The 2015 thriller Sicario finally gets a sequel this year in Sicario 2: Soldado. The original film served as a kind of launching pad for both director Denis Villeneuve and composer Johann Johannsson, proving that the former could take on larger budgeted projects such as Arrival and Blade Runner 2049, and making the latter one of Hollywood’s most in-demand composers. The score for that first film was unique, and an odd one to be recognised by the Academy. Consisting of electronically-manipulated strings and brass, it succeeded admirably at providing an overwhelming sense of dread to mirror the main characters descent into a fight with South America drug cartels.
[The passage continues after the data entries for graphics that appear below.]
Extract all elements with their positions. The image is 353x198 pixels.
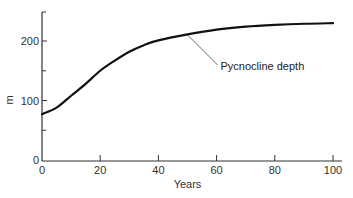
x-tick-label: 60 xyxy=(210,164,222,176)
x-tick-label: 20 xyxy=(94,164,106,176)
y-axis-title: m xyxy=(3,95,15,104)
labels: 0100200020406080100YearsmPycnocline dept… xyxy=(3,35,342,190)
x-tick-label: 80 xyxy=(269,164,281,176)
x-tick-label: 0 xyxy=(39,164,45,176)
x-tick-label: 100 xyxy=(324,164,342,176)
x-axis-title: Years xyxy=(174,178,202,190)
x-tick-label: 40 xyxy=(152,164,164,176)
annotation-leader-line xyxy=(188,35,218,65)
y-tick-label: 200 xyxy=(21,35,39,47)
chart: 0100200020406080100YearsmPycnocline dept… xyxy=(0,0,353,198)
annotation-label: Pycnocline depth xyxy=(221,60,305,72)
y-tick-label: 100 xyxy=(21,95,39,107)
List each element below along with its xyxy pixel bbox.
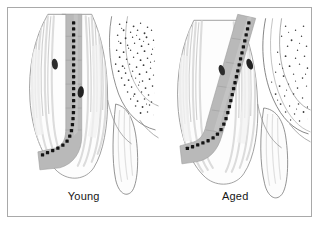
bone-structure-young bbox=[108, 16, 159, 194]
panel-aged: Aged bbox=[160, 8, 312, 216]
panel-label-young: Young bbox=[8, 190, 160, 202]
panel-aged-illustration bbox=[160, 8, 312, 216]
panel-young: Young bbox=[8, 8, 160, 216]
stipple-cloud-aged bbox=[270, 25, 308, 121]
bone-structure-aged bbox=[257, 18, 310, 198]
figure-frame: Young bbox=[7, 7, 312, 217]
figure-root: Young bbox=[0, 0, 320, 225]
panel-young-illustration bbox=[8, 8, 160, 216]
panel-label-aged: Aged bbox=[160, 190, 312, 202]
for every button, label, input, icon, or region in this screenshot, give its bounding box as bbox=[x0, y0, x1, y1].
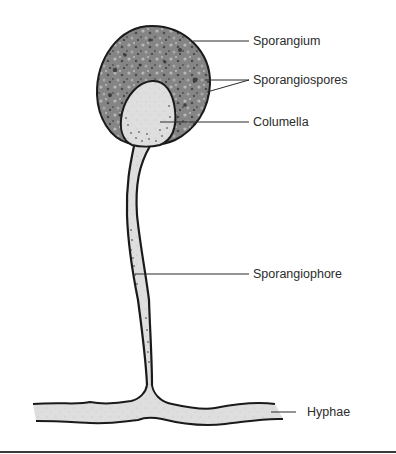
sporangiophore bbox=[127, 146, 152, 385]
hyphae bbox=[33, 385, 283, 425]
label-sporangiospores: Sporangiospores bbox=[253, 73, 348, 87]
label-hyphae: Hyphae bbox=[307, 405, 350, 419]
label-sporangium: Sporangium bbox=[253, 34, 320, 48]
sporangium-diagram bbox=[0, 0, 396, 454]
label-columella: Columella bbox=[253, 115, 309, 129]
bottom-rule-divider bbox=[0, 451, 396, 453]
label-sporangiophore: Sporangiophore bbox=[253, 267, 342, 281]
leader-sporangiospores-b bbox=[207, 80, 249, 92]
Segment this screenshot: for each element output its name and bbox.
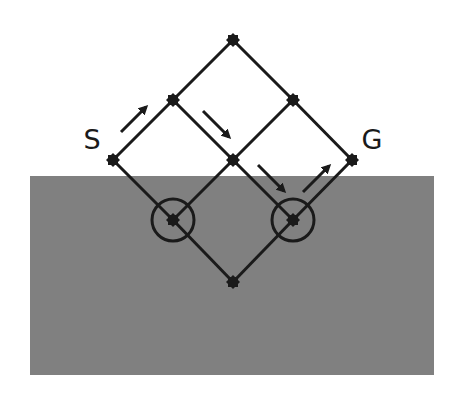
label-start: S (83, 124, 100, 155)
node-core (347, 155, 357, 165)
node-core (228, 35, 238, 45)
node-core (288, 215, 298, 225)
arrow-1-icon (121, 107, 146, 132)
edge-n-center-n-r2-right (233, 100, 293, 160)
endpoint-labels: SG (83, 124, 382, 155)
node-core (228, 277, 238, 287)
node-core (228, 155, 238, 165)
node-core (288, 95, 298, 105)
node-core (168, 95, 178, 105)
label-goal: G (362, 124, 383, 155)
shaded-region (30, 176, 434, 375)
edge-n-r2-right-n-goal (293, 100, 352, 160)
node-core (108, 155, 118, 165)
node-core (168, 215, 178, 225)
edge-n-top-n-r2-right (233, 40, 293, 100)
edge-n-r2-left-n-top (173, 40, 233, 100)
lattice-diagram: SG (0, 0, 462, 399)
After the shocking death of Johannsson earlier this year, the composing job for this sequel went to his frequent collaborator and famed Icelandic cellist Hildur Guðnadóttir. Guðnadóttir has been slowly building a name for herself as a composer over the past couple of years, scoring Garth Davis’ Mary Magdalene and having been nominated for several European awards, making her a seemingly ideal candidate to follow-up one of Johannsson’s most popular works. In the end, however, her effort for Sicario 2: Soldado falls short of that benchmark.
Guðnadóttir’s score aims to build its tension primarily through the layering of droning strings, producing a kind of rising siren sound over top of pounding percussion. This approach is heard right off the bat in “Attack,” and goes on to inform just about every subsequent track. In terms of conception, it is not an awful idea, but Guðnadóttir seems to use it as a crux, hoping that the layers of drones and pounding will make up for the barebones simplicity of her writing. The end result is that most tracks play as one big crescendo, adding in sounds as it goes along and building in volume as its primary method of putting you on edge.
While this can result in effective singular tracks that may warrant revisits, such as the aforementioned “Attack” and the finale track “Survivors,” it creates a sense of monotony to a score that should not be dragging at only 36 minutes. Johannson’s original score had its share of droning, but kept things fresh through the usage of processed brass clusters, slurred string lines, and a willingness to vary tempo and techniques within each track to respond to what was happening on screen. Here, what you hear at the outset of a track is pretty much what it maintains for its entire length, lending much of this the feel of trailer or library music, stuff you could plug into iMovie to ratchet up the tension of your latest student film because it does not seem to be responding to specific actions on screen.
Even if each track is consistent in its mood, some tracks in the latter half of the album do start to incorporate more pleasant harmonies. The last minute of “Santa Claus” introduces non-processed strings to underscore a more emotional moment, with the strings returning in “Alejandro Saves Isabelle,” “Journey to the Border,” and “The Execution.” It is a rather nebulous idea, but does convey the sad innocence associated with a child character who finds herself in the middle of a drug war. Again though, the actual composition of the idea underwhelms in its simplistic construct and intention.
As the album ends with another grinding, pounding action track in “Survivors,” the listener is left with surprisingly little to take away. Guðnadóttir has succeed in producing a listenable and tense score, but one with none of the flair or originality that made the original so notable. Its tone is correct, but as a composition it tends to underachieve while masking behind lots of processing. Fans of the films and this sound palette may find something here, but others would be better served revisiting the late Johannsson’s oft-emulated classic.
Sicario 2: Soldado soundtrack is now available from Varese Sarabande.
Not as good as the first, but still tense nonetheless. Nice review.